Recovery from anything is to look at yourself without judgement or criticism but rather with curiosity and compassion.

We must learn about those deeply hidden secrets we keep from ourselves, and uncover their origin.

Recovery is about looking at yourself and comforting yourself as you cry buckets of tears, as you express anger, as you throw your fists up a the incredible injustices you have endured.

After all this expression, over and over, you come out on the other side-instead of crying there’s compassion, instead of anger there is peace, instead of raging at injustice you are living a life of justice.

In my life I get why my high functioning father became so cruel and hateful and addicted to drugs and alcohol – his childhood was horrible – males and females were addicts and alcoholics and he was illegitimate.

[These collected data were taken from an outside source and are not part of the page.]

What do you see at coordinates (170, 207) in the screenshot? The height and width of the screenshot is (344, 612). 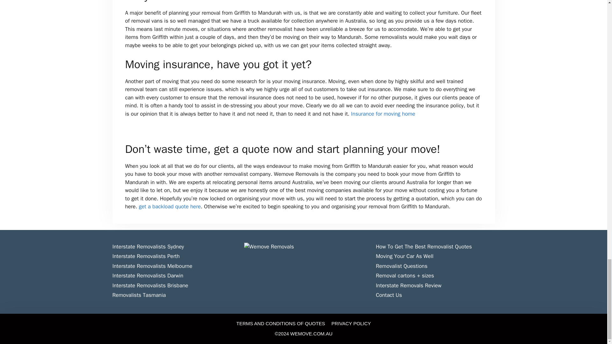 I see `get a backload quote here` at bounding box center [170, 207].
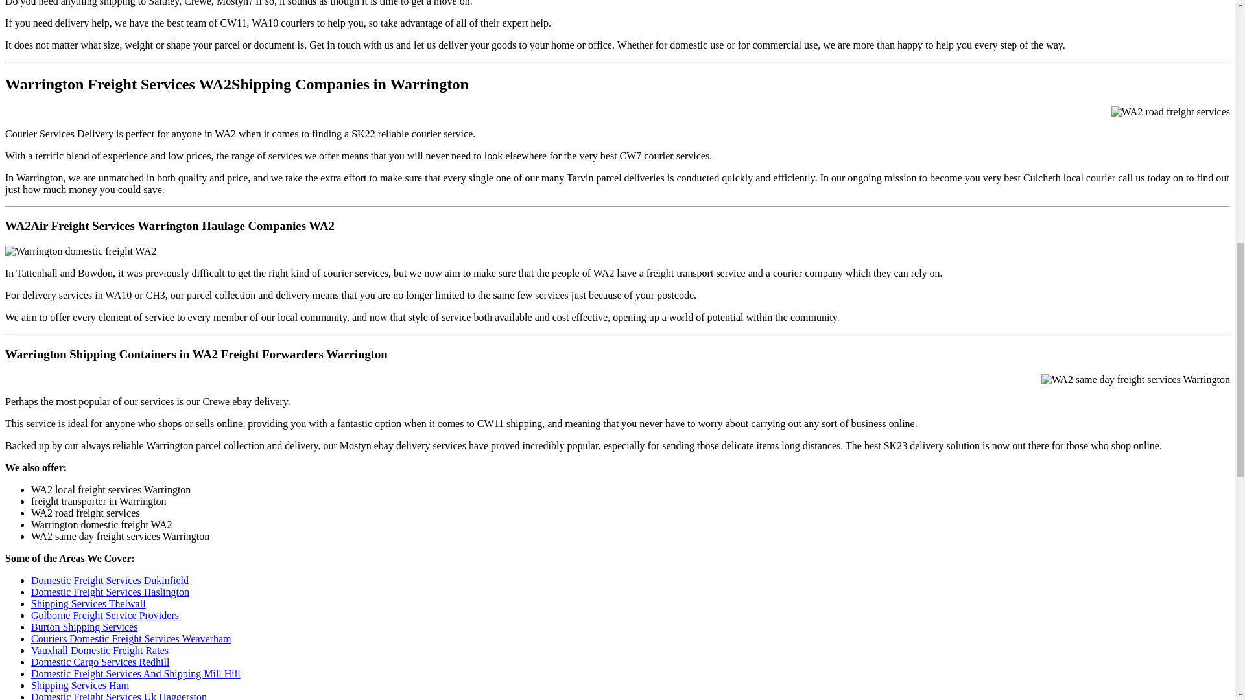 This screenshot has height=700, width=1245. What do you see at coordinates (131, 639) in the screenshot?
I see `CW8 Couriers Domestic Freight Services Weaverham` at bounding box center [131, 639].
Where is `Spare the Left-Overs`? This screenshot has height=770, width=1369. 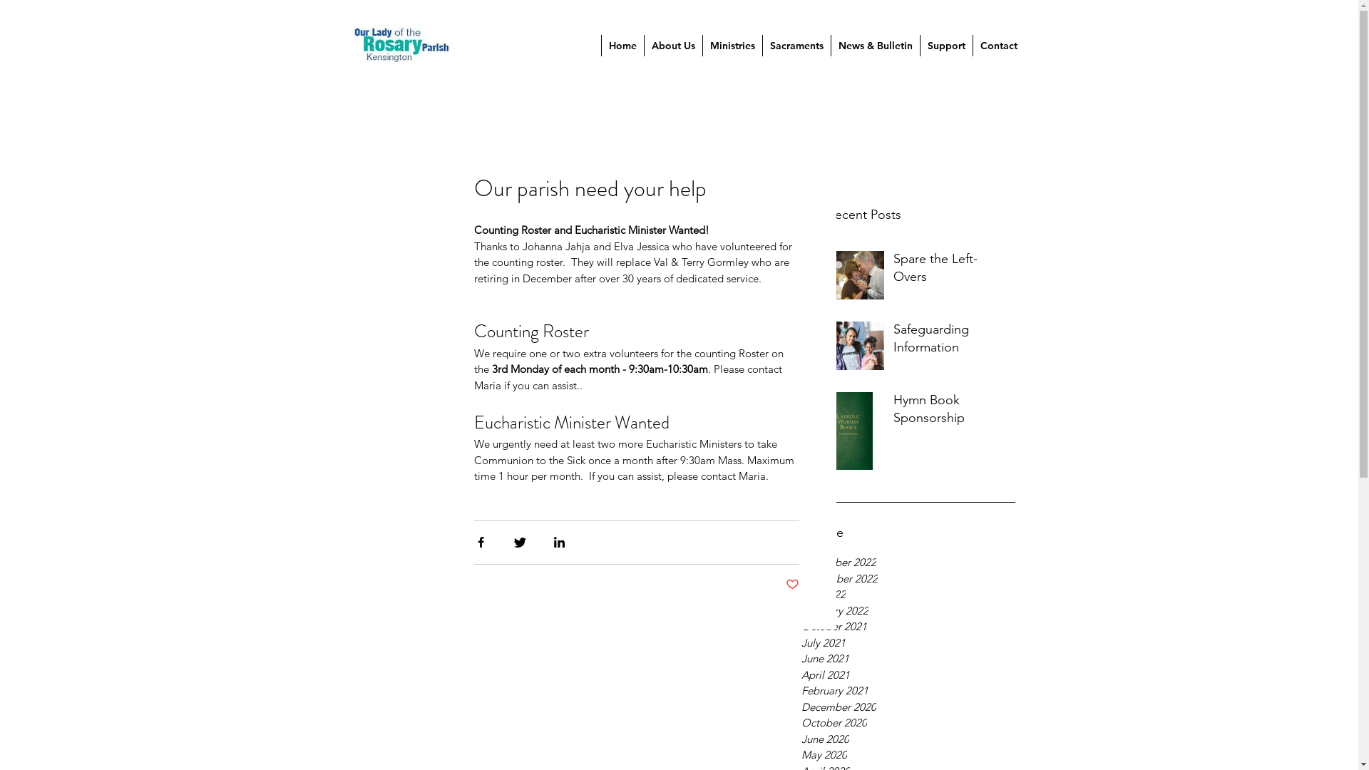
Spare the Left-Overs is located at coordinates (950, 271).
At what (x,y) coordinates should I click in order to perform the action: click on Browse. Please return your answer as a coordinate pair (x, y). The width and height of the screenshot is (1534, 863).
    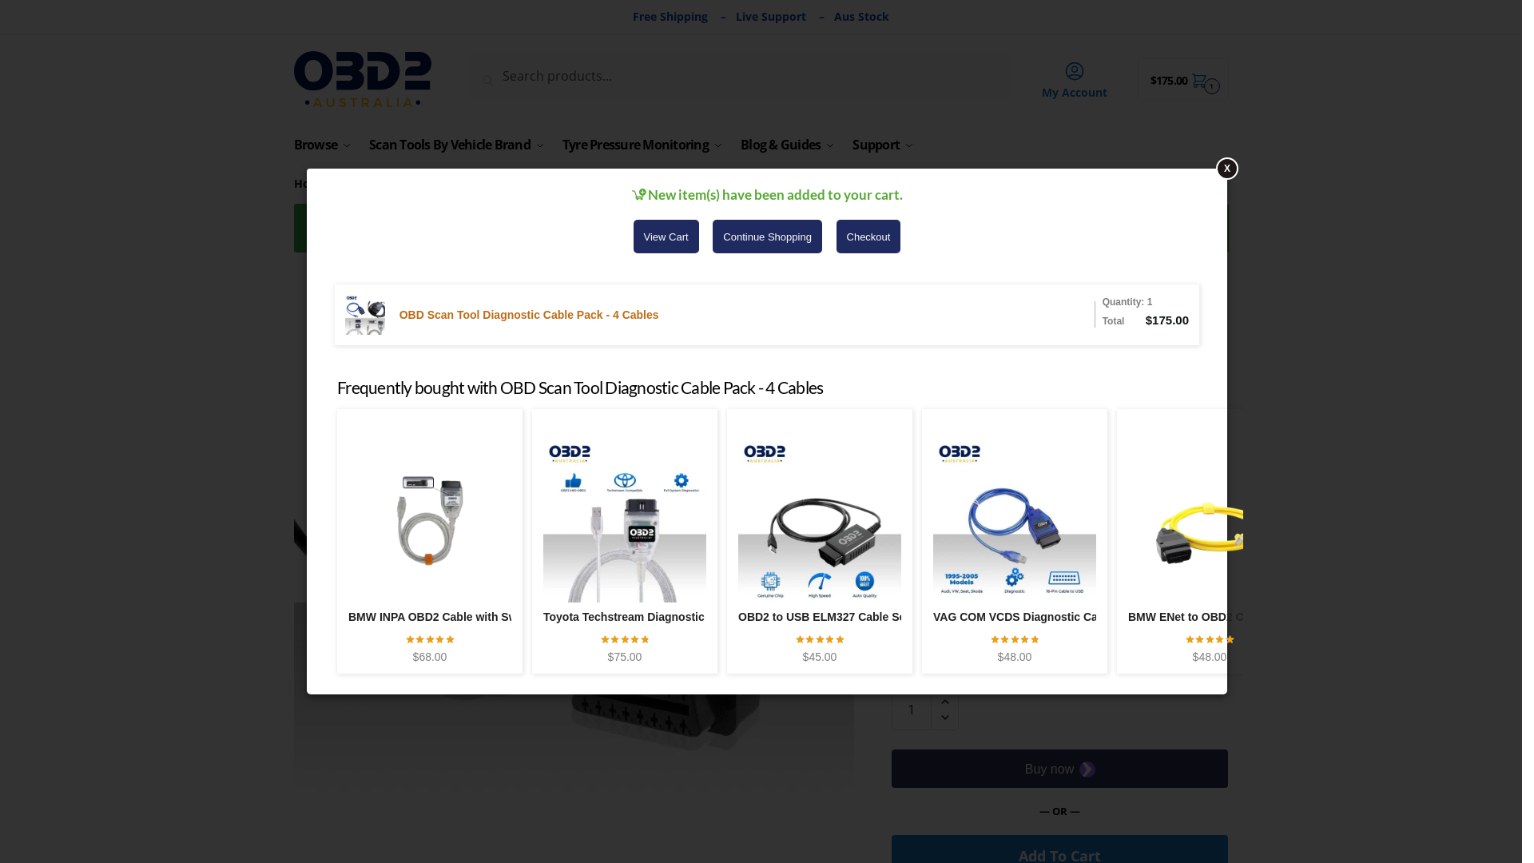
    Looking at the image, I should click on (326, 145).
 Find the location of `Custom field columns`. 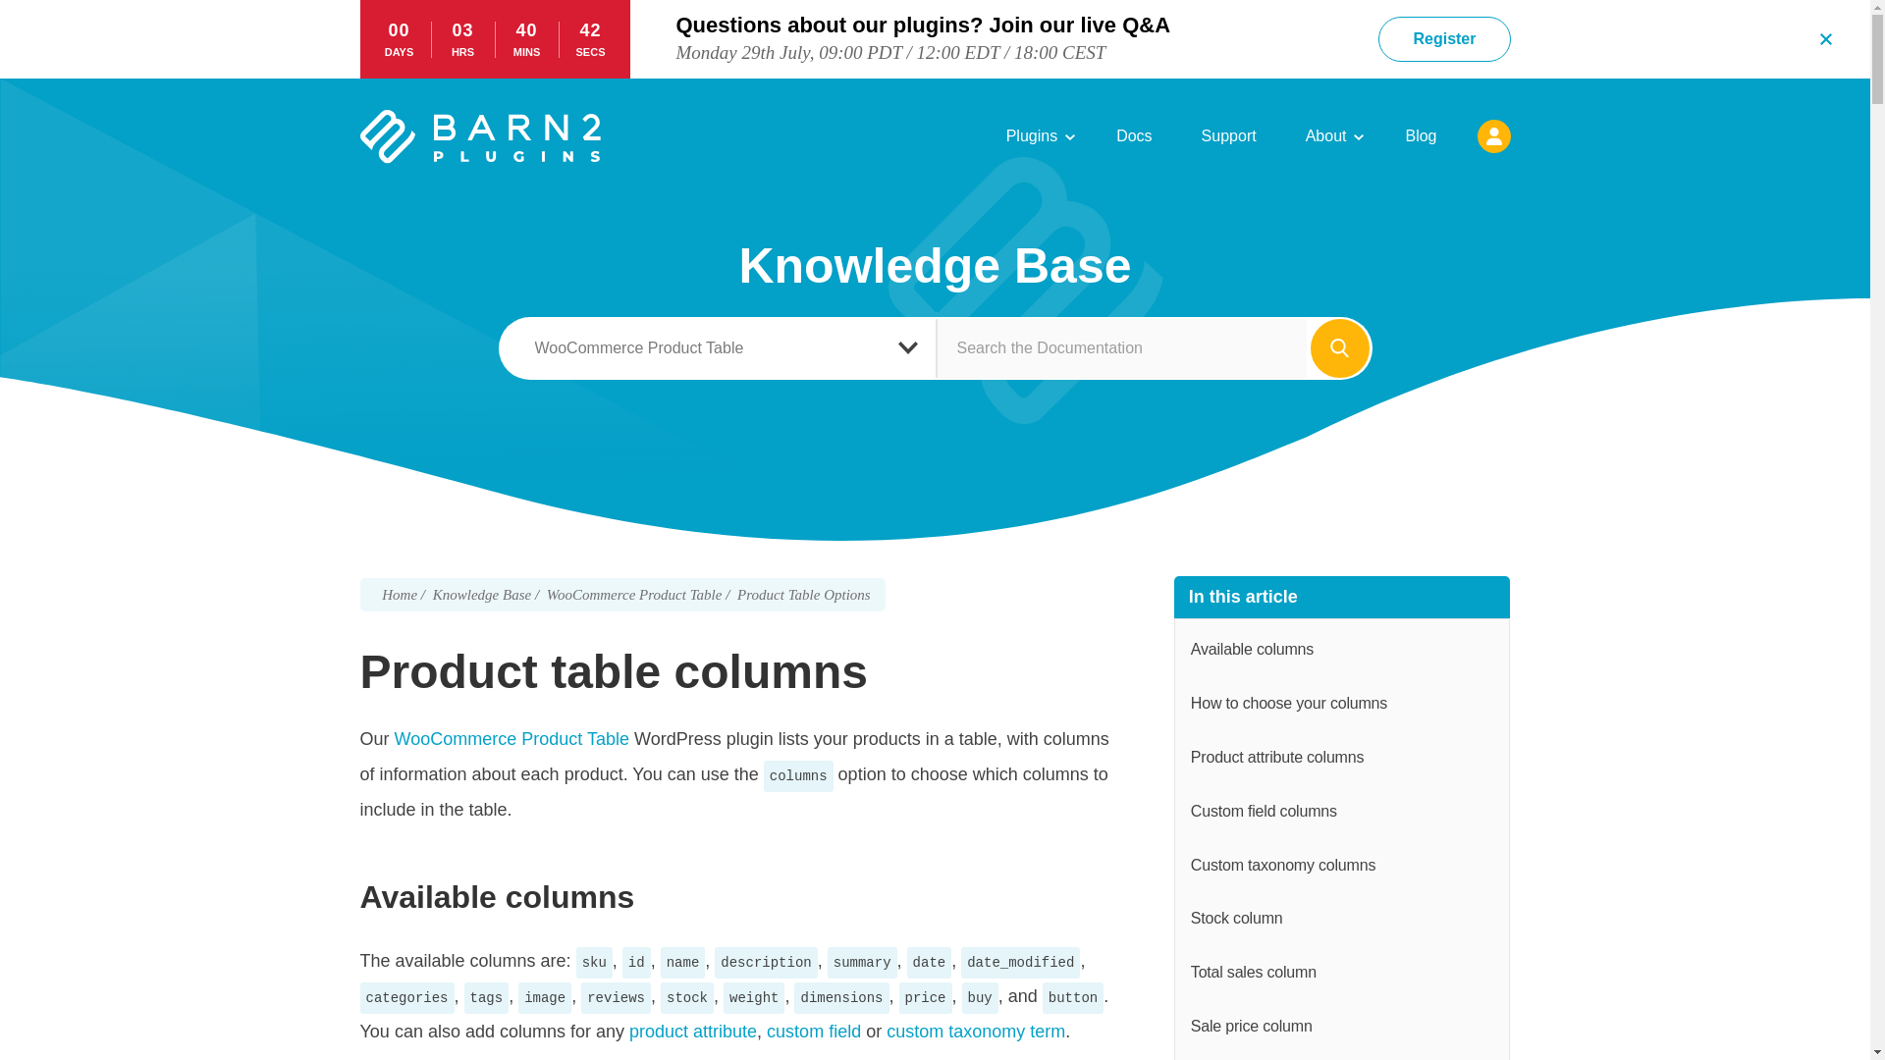

Custom field columns is located at coordinates (1343, 813).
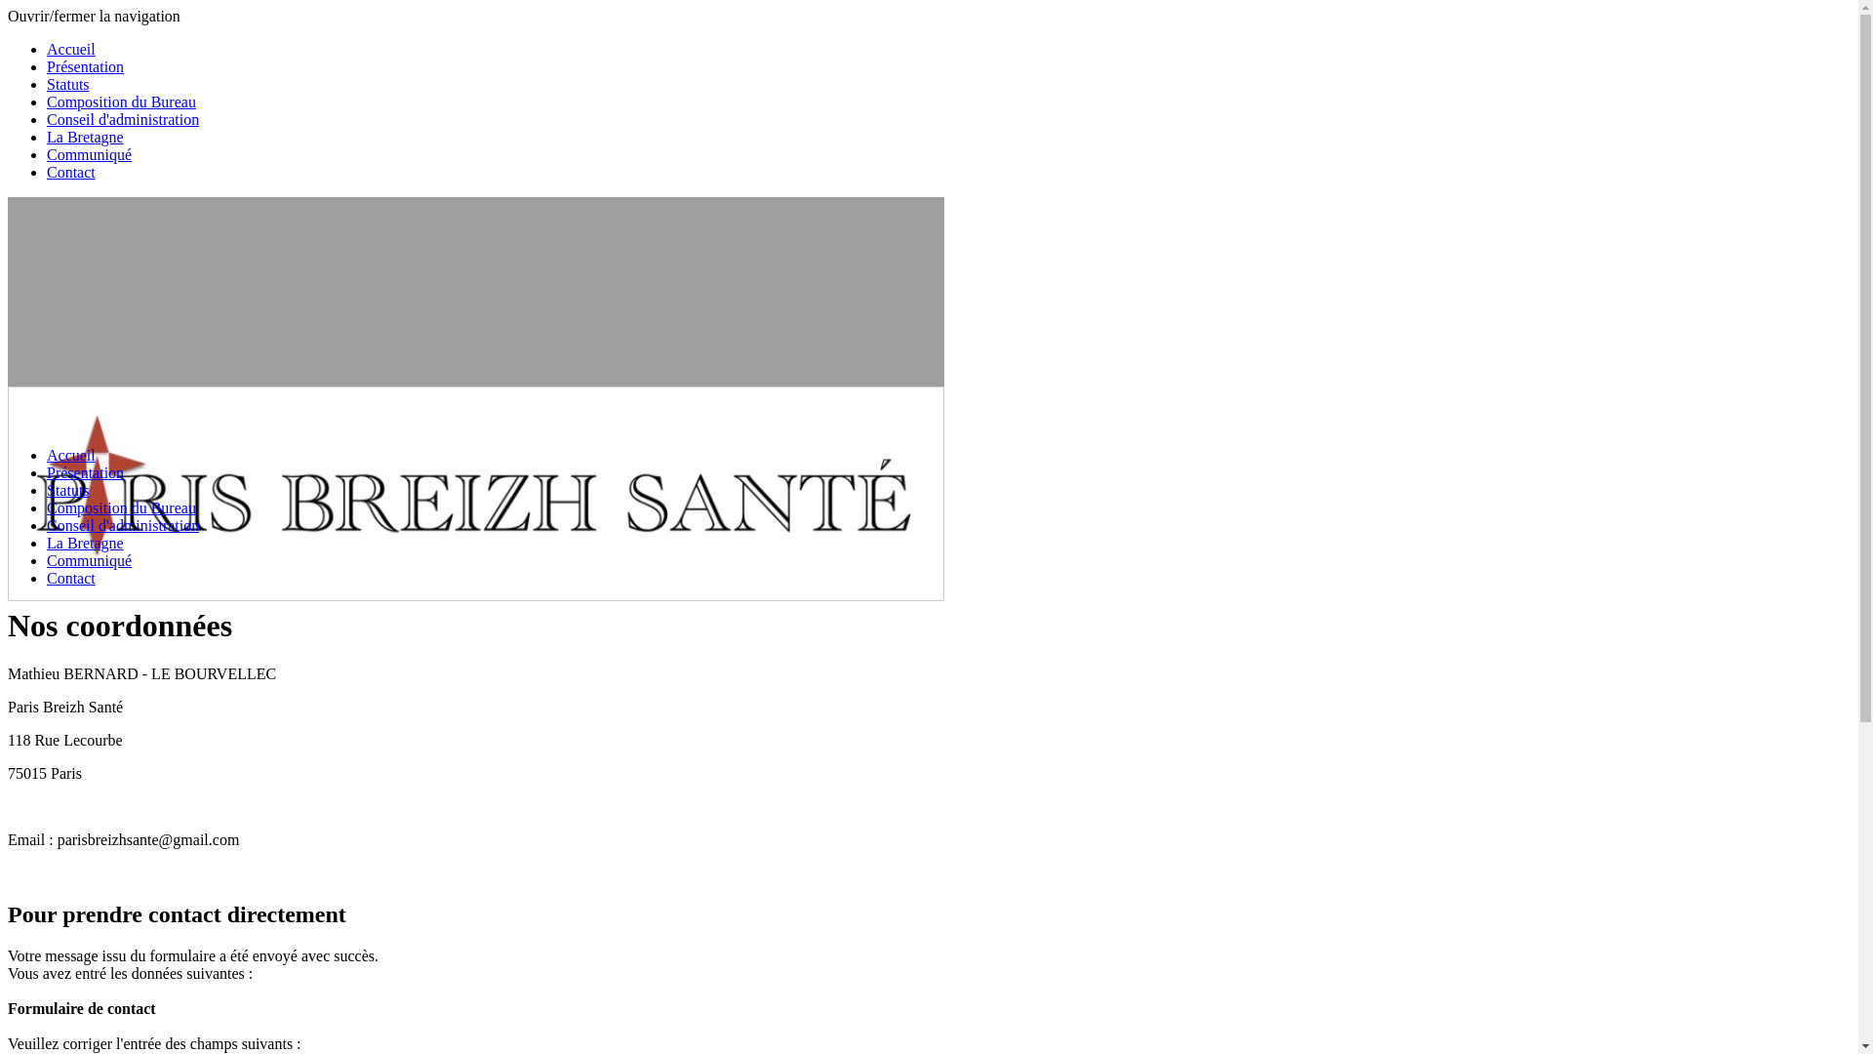 The width and height of the screenshot is (1873, 1054). Describe the element at coordinates (68, 490) in the screenshot. I see `Statuts` at that location.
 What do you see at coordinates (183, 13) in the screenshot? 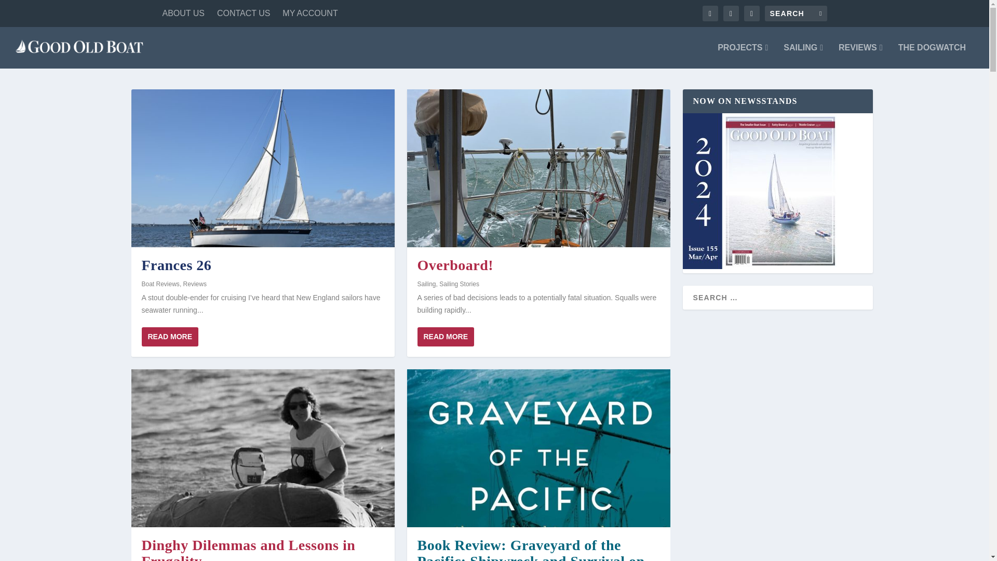
I see `ABOUT US` at bounding box center [183, 13].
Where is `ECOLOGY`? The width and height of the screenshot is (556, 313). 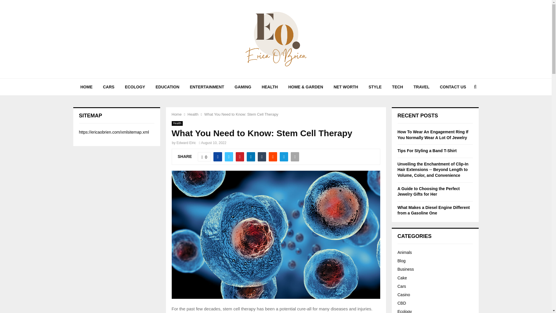 ECOLOGY is located at coordinates (135, 87).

I get that my mother was a high functioning schizophrenic and so was her mother, my mother was a mess.

She and my father were ill equipped to be parents or decent human beings.  They lived their lives enjoying cruelty and being surrounded with those who were the same. They died without ever recovering and no acknowledgement of their disgusting display of hatred towards me or anyone else. I was the scapegoat until their very last breath.

I get it. I don’t condone it – it was not OK on any level and sadly there was no changing them.

So as painful as it was I had to journey alone and for a very long time in my own trauma recovery. My message to you is recovery is very possible.

Recovery will require that you commit to creating a better life for yourself. You will have to show up to therapy, groups of like minded folks, crying, writing, grounding your emotions, all one day at a time. Sometimes it’s one breath at a time.

You deserve a wonderful life, you deserve to be cared about. You deserve to be safe, You deserve to be heard. You deserve to be respected. You deserve to be loved and don’t let any negative person or internal false belief tell you otherwise.